Sunday, November 13, 2011

Modern Day Transcendentalist Post

Modern Day Transcendentalist

                The world is a very different place compared to the days of Henry David Thoreau. Thoreau was not too far off when he predicted what our world would be like today. We live in an age of technology, a world where man’s creations cover large tracts of the habitable Earth. Our lives are connected at a global level, and conformity is alive and flourishes. Transcendentalism is not very widespread today, but it is still found in some people. One of these people is Barbara Kingsolver. Barbara Kingsolver is an author and essayist, whom I have met personally, and is a modern day transcendentalist because of the time she spent removed from society to write her book, Animal, Vegetable, Miracle. Barbara Kingsolver simplified her life in the modern age. Her book, Animal, Vegetable, Miracle, is a chronicle of a year she and her family spent living on a farm with very minimal connections with the outside world. Kingsolver and her family spent a year on a farm growing their own food, and buying all else they needed from their neighbors.

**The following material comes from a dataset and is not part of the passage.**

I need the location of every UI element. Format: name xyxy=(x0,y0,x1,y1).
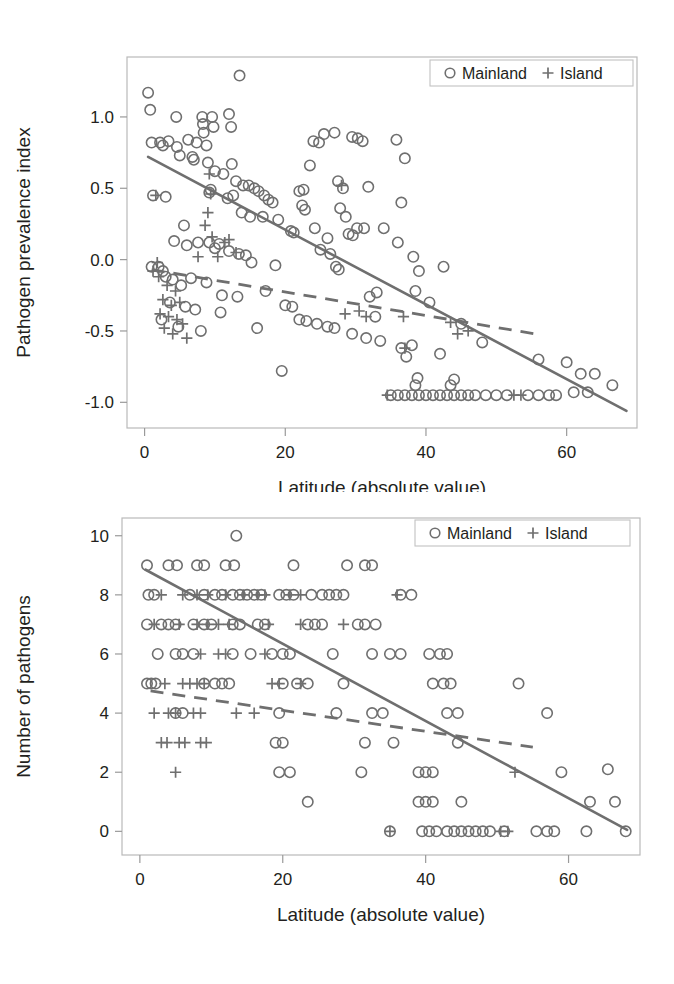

Outside of a few items, such as coffee, they were completely self-sufficient and disconnected from the outside world. This is an act of transcendentalism because in the world we live in we buy our food and interact with many people in many places all the time. Growing your own food on a farm, secluded from the outside world is an action that does not conform to the majority of the society we live in. People in this world complicate their lives with technology, and Kingsolver was able to simplify her life from all of this technology. Simplifying your life in this day and age is extremely difficult, and not something many people try to do. Kingsolver bucked this trend when she and her family spent a year away from society. That is why she is a modern day transcendentalist.